Is there a wrong way to grieve?
There are many different kinds of grief. Uncomplicated or normal grief is characterized by a number of feelings, beliefs and behaviors that most people experience after a significant loss. Those who suffer a loss of a loved one usually experience sadness and often guilt and self-reproach. Anxiety, fatigue, helplessness, and shock are also common components of a normal grief reaction. The intensity and extent of these reactions may vary, but none is viewed as pathological.
People grieve in many different ways and with varying levels of intensity.
Differences in grief reactions are determined by a number of factors. Who the person was in relation to the griever is a major determinant of a grief response. The strength of the attachment is another influential factor, as is the mode of death. Grieving the sudden death of a young child, for example, will most likely be very different from grieving an elderly relative who succumbed after a lengthy illness.
Problems occur when grief becomes excessive in intensity or persists for an abnormally long time. This is known as “complicated grief,” and it can occur in a variety of ways. A chronic grief reaction is one that lasts for an exceptionally long time and never appears to come to a satisfactory resolution. The grieving individual responds to a loss from long ago with the full intensity and sadness one might anticipate from a much more recent loss.
Delayed grief is a response to loss that gets postponed to a later time.
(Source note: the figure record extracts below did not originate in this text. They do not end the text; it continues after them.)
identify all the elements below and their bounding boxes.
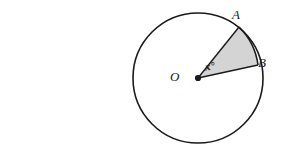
label-center-o: O [170, 70, 179, 83]
label-point-b: B [258, 56, 266, 69]
label-angle-x: x° [204, 60, 216, 72]
label-point-a: A [232, 8, 240, 21]
geometry-figure: O A B x° [0, 0, 282, 155]
circle-sector-diagram [0, 0, 282, 155]
center-point-dot [195, 75, 201, 81]
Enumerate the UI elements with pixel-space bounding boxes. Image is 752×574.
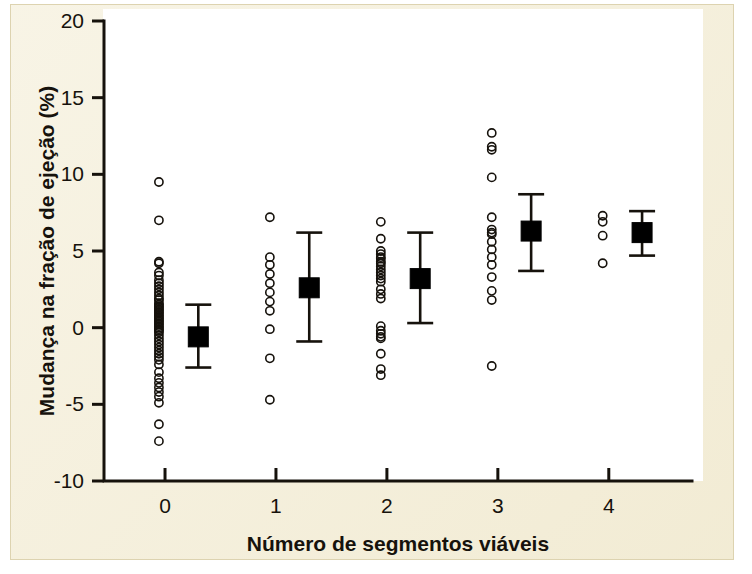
mean-square-marker — [410, 269, 430, 289]
x-tick-label: 1 — [270, 494, 282, 517]
x-axis-title: Número de segmentos viáveis — [247, 532, 549, 555]
mean-square-marker — [632, 223, 652, 243]
x-tick-label: 3 — [492, 494, 504, 517]
y-tick-label: 20 — [61, 9, 84, 32]
y-tick-label: 10 — [61, 162, 84, 185]
plot-background — [103, 9, 703, 481]
y-tick-label: -10 — [54, 469, 84, 492]
x-tick-label: 2 — [381, 494, 393, 517]
y-tick-labels: -10-505101520 — [54, 9, 84, 492]
x-tick-label: 4 — [603, 494, 615, 517]
mean-square-marker — [299, 278, 319, 298]
y-tick-label: 0 — [72, 316, 84, 339]
x-tick-label: 0 — [159, 494, 171, 517]
y-tick-label: 5 — [72, 239, 84, 262]
mean-square-marker — [521, 221, 541, 241]
y-tick-label: -5 — [65, 392, 84, 415]
y-axis-title: Mudança na fração de ejeção (%) — [35, 86, 58, 416]
mean-square-marker — [188, 327, 208, 347]
y-tick-label: 15 — [61, 86, 84, 109]
scatter-plot: -10-505101520 01234 Mudança na fração de… — [11, 5, 735, 561]
figure-panel: -10-505101520 01234 Mudança na fração de… — [10, 4, 734, 560]
x-tick-labels: 01234 — [159, 494, 615, 517]
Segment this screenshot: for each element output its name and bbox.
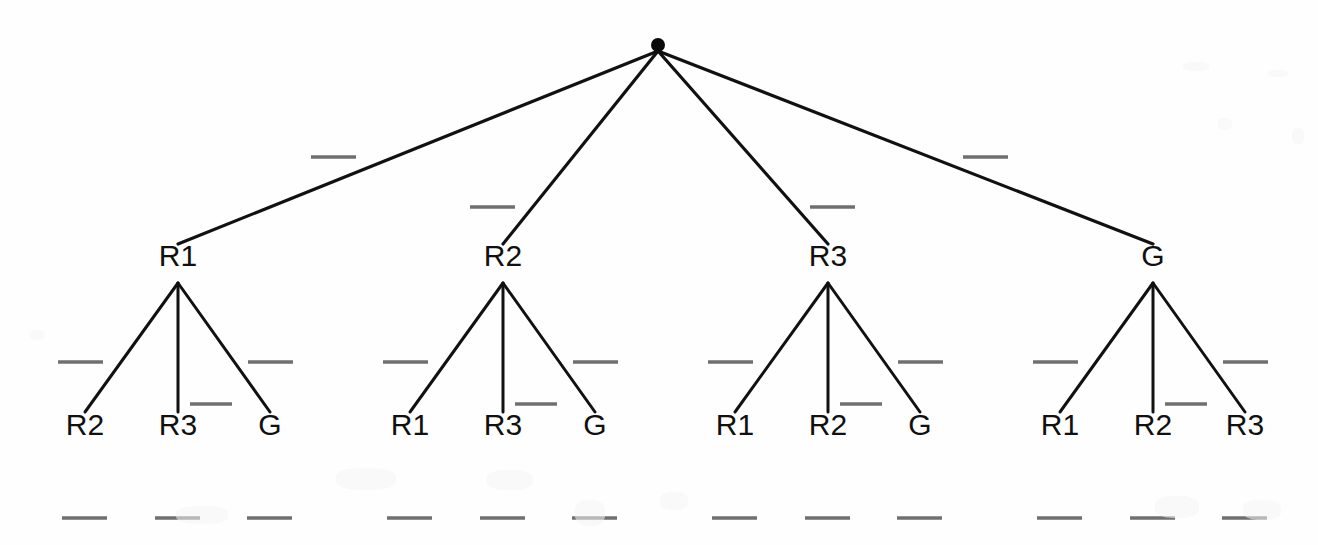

The person suffering may be so overwhelmed by their feelings that they react in a way that seems insufficient at the time of the loss. This form of grief is often recognizable when we see someone have an extreme reaction to someone else’s loss or to a movie or play in which a character in the story experiences a loss like theirs. It is as though their own grief catches up with them and they react in a manner that would have been expected at the time of the actual loss.
Another example of complicated grief is a masked grief reaction. Many people experience physical symptoms that are vague, have no identifiable cause, and are not recognized as related to the loss. For some reason, their grief at the time of the loss was absent or its expression was inhibited. As a result, their grieving process was never completed and caused complications that later surface in the form of physical symptoms or maladaptive behavior. Most often, symptoms like these abate after their feelings about the loss are dealt with in a more satisfactory way. Unexplained depression, for example, is often related to a loss experience from which someone has not adequately recovered.
For normal grief reactions, time and one’s own resources are most often sufficient for us to recover from a loss. For complicated grief reactions, reaching out for help may be necessary to achieve a satisfactory resolution.